China's deflationary spiral

China's economic woes, driven by past stimulus, misguided industrial policies, and excessively tight monetary policy, are pushing the country toward deflation and a Japanification of its economy.

Deflated smiling emoji balloon on a road.
Image by Nathan Dumlao / Unsplash

The economic situation in China just keeps getting worse. To the extent that they can be trusted, a series of recent data releases confirmed that the Chinese Communist Party's (CCP) 5% growth target is going to be very hard to achieve this year:

"Data published Saturday showed industrial output marking its longest slowing streak since 2021 last month, while consumption and investment weakened more than expected."

Here's the accompanying chart:

Those rates of growth wouldn't be bad at all in an advanced economy. But China still hopes to grow at developing economy rates, which is hard to do when sectors like manufacturing are slowing and outright deflation has taken over in many other areas: China's GDP deflator, which measures all prices in the economy (the consumer price index is a selective basket of goods), has shown declines for six out of the last seven quarters:

President Xi Jinping's response so far has been to order analysts not to discuss it:

"Economists, brokerage analysts, and researchers all told the publication that regulators, their employers, or local media had warned them not to talk about deflation, slumping foreign investment, and faltering growth."

That, and to tell his officials "to strive to achieve the country's annual economic and social development goals".

I'm sure it will work and China will hit, or come very close to hitting, its 5% growth target this year.
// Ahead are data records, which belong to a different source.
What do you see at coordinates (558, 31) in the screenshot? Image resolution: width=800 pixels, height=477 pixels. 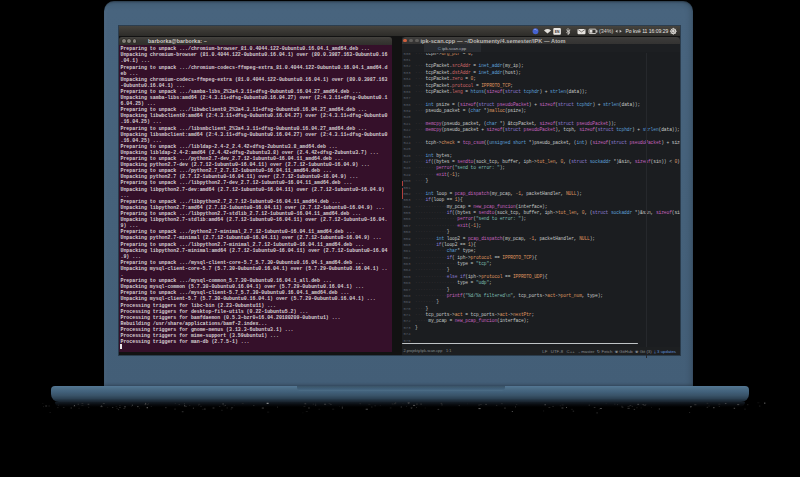 I see `svg-text: EN` at bounding box center [558, 31].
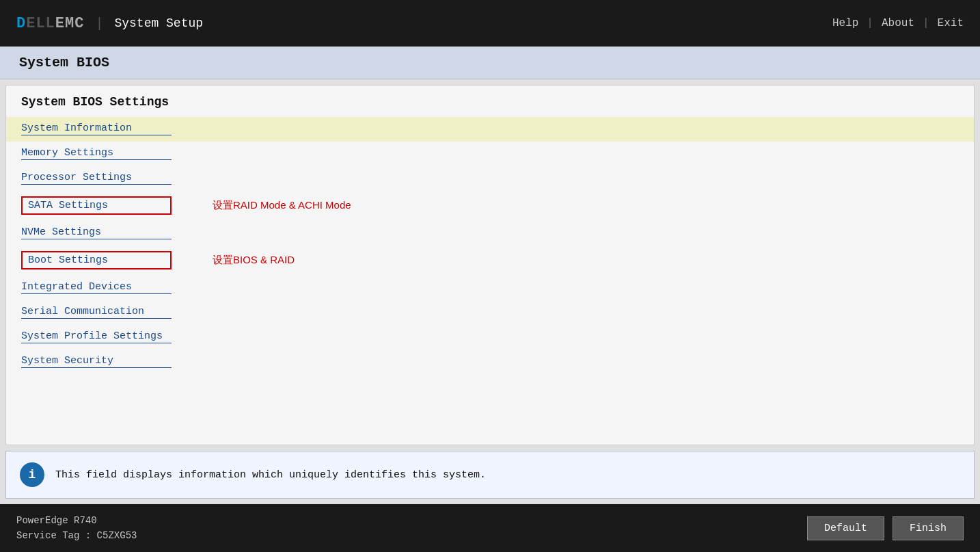  I want to click on exit-link: Exit, so click(951, 23).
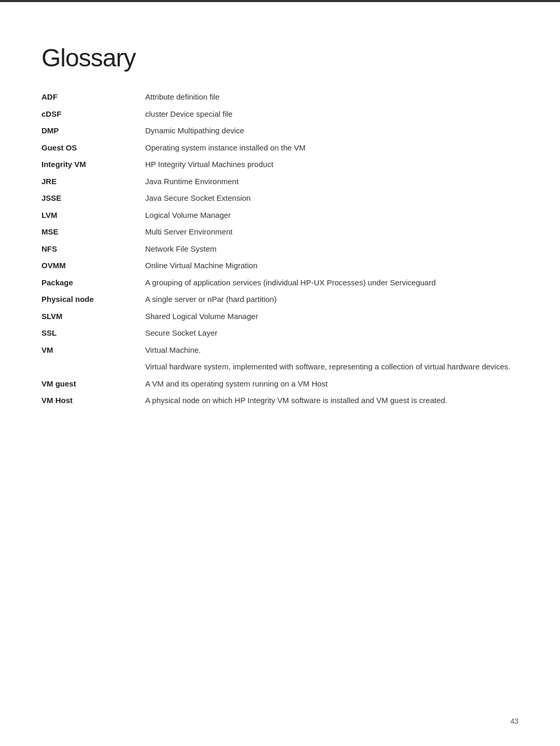 This screenshot has height=746, width=560. Describe the element at coordinates (332, 131) in the screenshot. I see `glossary-definition: Dynamic Multipathing device` at that location.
Not because Xi's good-vibes-only intervention will revive the ailing Chinese economy, but because the statistical agency is at his behest – and it's not like China doesn't have a long history of fudging its numbers for political ends.

But beneath the aggregates there's a lot going on. And to be fair to Xi, there's only so much that he can do without losing face or further riling up major trading partners such as the US.

The long shadow

Pundits have been calling for a "bazooka stimulus" to fix China's economic woes.